Why Are My Lemon Tree Leaves Pale and Washed Out?
A lemon tree with a healthy appetite for life has glossy, deep-green foliage. When the leaves take on a pale, faded, or washed-out appearance — sometimes almost lime green or yellowish all over — the tree is telling you it cannot manufacture enough chlorophyll. This is called chlorosis, and it has several distinct causes that each require a different remedy.
Nitrogen Deficiency — General Pallor
When a lemon tree's oldest leaves fade uniformly to a pale green or yellow-green, nitrogen is usually the culprit. Nitrogen is the engine of chlorophyll production and leafy growth. In containers, regular watering gradually leaches nitrogen out of the compost, and by late winter or early spring a tree that has not been fed since the previous autumn is usually short. Apply a citrus-specific fertiliser containing all three major nutrients at the manufacturer's recommended rate, and feed fortnightly through the growing season from late spring to early autumn.
Light Starvation
An indoor lemon placed in low light will produce pale, sometimes slightly elongated leaves with a generally washed-out appearance. Without adequate light, the tree simply cannot drive the photosynthesis needed to produce and maintain a healthy chlorophyll level. Move it to the brightest window available — ideally south- or west-facing — or supplement with a full-spectrum grow light for eight to ten hours daily during short winter days. You will usually see new leaves emerging notably darker and greener within two to three weeks of improved light.
Alkaline Soil Locking Out Iron and Manganese
If the pallor is specifically interveinal — the leaf tissue between the veins fades while the veins themselves remain a darker green — suspect iron or manganese deficiency. Both minerals are locked out of roots when soil pH rises above 6.5. This is common when plants are repeatedly watered with hard tap water or grown in lime-rich soil. Correct the problem by applying chelated iron (sequestered iron) diluted in rainwater, acidifying the compost with a dilute sulphur drench, and switching to rainwater or a water softened with an acid buffer for routine irrigation.
Root Bound Pots Exhausting the Growing Medium
A heavily pot-bound lemon — roots filling the container so completely that the compost is almost gone — will show overall pallor because there is simply no growing medium left to hold nutrients or moisture. Push a pencil into the drainage holes: if it immediately hits roots, the tree is pot-bound. Pot up into a container two sizes larger in spring using fresh citrus compost. The new growing medium will immediately improve colour, and feeding will become effective again because there is now compost to hold the applied nutrients near the roots.
Cold Temperatures Slowing Nutrient Uptake
Even when nutrients are present in the compost, roots cannot absorb them effectively when the compost temperature falls below about 10 °C. Cold roots produce pale, slightly stunted leaves even in bright light and with a full feeding programme. This is particularly common in unheated conservatories or garages in late autumn and winter. Insulate the pot with bubble wrap or move it to a slightly warmer room, and the colour will improve within a few weeks once root activity increases.
Over-feeding Causing Nutrient Imbalance
Ironically, too much fertiliser — particularly an imbalanced one high in phosphorus — can lock out other nutrients and produce pale foliage. Excess phosphorus binds iron and zinc in the growing medium, creating deficiency symptoms despite an abundance of fertiliser. If you have been feeding very heavily, flush the pot with a large volume of clean water to dilute the salt build-up, let it drain fully, and then return to a balanced citrus feed at half the recommended rate for one month before resuming normal feeding.
Restore Your Lemon Tree to Deep Green Health
The SelfEcoFarm citrus guide walks you through the full citrus feeding calendar, soil pH management, and all the diagnostic steps needed to get your tree back to glossy, vigorous growth.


- [About this exercise]:
What is needed is a faithful copy of all the entries, with no pictures in it.

** Opening Material to process block **

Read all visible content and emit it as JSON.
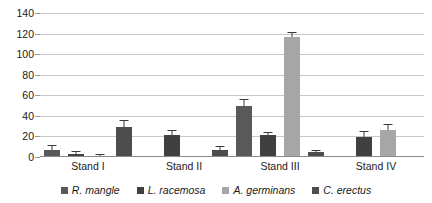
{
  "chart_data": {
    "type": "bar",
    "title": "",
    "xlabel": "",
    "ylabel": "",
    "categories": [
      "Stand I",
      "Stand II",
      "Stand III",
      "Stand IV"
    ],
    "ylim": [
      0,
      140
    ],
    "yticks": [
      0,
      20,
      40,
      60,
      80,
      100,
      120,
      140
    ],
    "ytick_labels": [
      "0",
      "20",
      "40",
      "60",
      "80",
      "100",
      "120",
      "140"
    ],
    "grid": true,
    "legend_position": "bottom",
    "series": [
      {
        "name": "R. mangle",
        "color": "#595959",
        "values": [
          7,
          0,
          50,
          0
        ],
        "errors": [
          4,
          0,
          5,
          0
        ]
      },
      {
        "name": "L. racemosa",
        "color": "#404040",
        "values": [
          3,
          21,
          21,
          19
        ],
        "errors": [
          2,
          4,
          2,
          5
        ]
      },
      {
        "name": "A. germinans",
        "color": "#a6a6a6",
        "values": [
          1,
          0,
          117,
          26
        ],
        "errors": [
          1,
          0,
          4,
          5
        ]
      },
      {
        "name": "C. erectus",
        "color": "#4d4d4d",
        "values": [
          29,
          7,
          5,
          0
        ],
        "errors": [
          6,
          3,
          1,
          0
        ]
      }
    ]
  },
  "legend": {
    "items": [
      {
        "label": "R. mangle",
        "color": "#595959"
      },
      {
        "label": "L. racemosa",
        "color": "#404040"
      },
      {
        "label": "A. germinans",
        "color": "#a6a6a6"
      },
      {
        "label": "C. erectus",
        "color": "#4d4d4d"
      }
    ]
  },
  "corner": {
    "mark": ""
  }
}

** Closing Material to process block **

- [Exercise output]:
Read all visible content and emit it as JSON.
{
  "chart_data": {
    "type": "bar",
    "title": "",
    "xlabel": "",
    "ylabel": "",
    "categories": [
      "Stand I",
      "Stand II",
      "Stand III",
      "Stand IV"
    ],
    "ylim": [
      0,
      140
    ],
    "yticks": [
      0,
      20,
      40,
      60,
      80,
      100,
      120,
      140
    ],
    "ytick_labels": [
      "0",
      "20",
      "40",
      "60",
      "80",
      "100",
      "120",
      "140"
    ],
    "grid": true,
    "legend_position": "bottom",
    "series": [
      {
        "name": "R. mangle",
        "color": "#595959",
        "values": [
          7,
          0,
          50,
          0
        ],
        "errors": [
          4,
          0,
          5,
          0
        ]
      },
      {
        "name": "L. racemosa",
        "color": "#404040",
        "values": [
          3,
          21,
          21,
          19
        ],
        "errors": [
          2,
          4,
          2,
          5
        ]
      },
      {
        "name": "A. germinans",
        "color": "#a6a6a6",
        "values": [
          1,
          0,
          117,
          26
        ],
        "errors": [
          1,
          0,
          4,
          5
        ]
      },
      {
        "name": "C. erectus",
        "color": "#4d4d4d",
        "values": [
          29,
          7,
          5,
          0
        ],
        "errors": [
          6,
          3,
          1,
          0
        ]
      }
    ]
  },
  "legend": {
    "items": [
      {
        "label": "R. mangle",
        "color": "#595959"
      },
      {
        "label": "L. racemosa",
        "color": "#404040"
      },
      {
        "label": "A. germinans",
        "color": "#a6a6a6"
      },
      {
        "label": "C. erectus",
        "color": "#4d4d4d"
      }
    ]
  },
  "corner": {
    "mark": ""
  }
}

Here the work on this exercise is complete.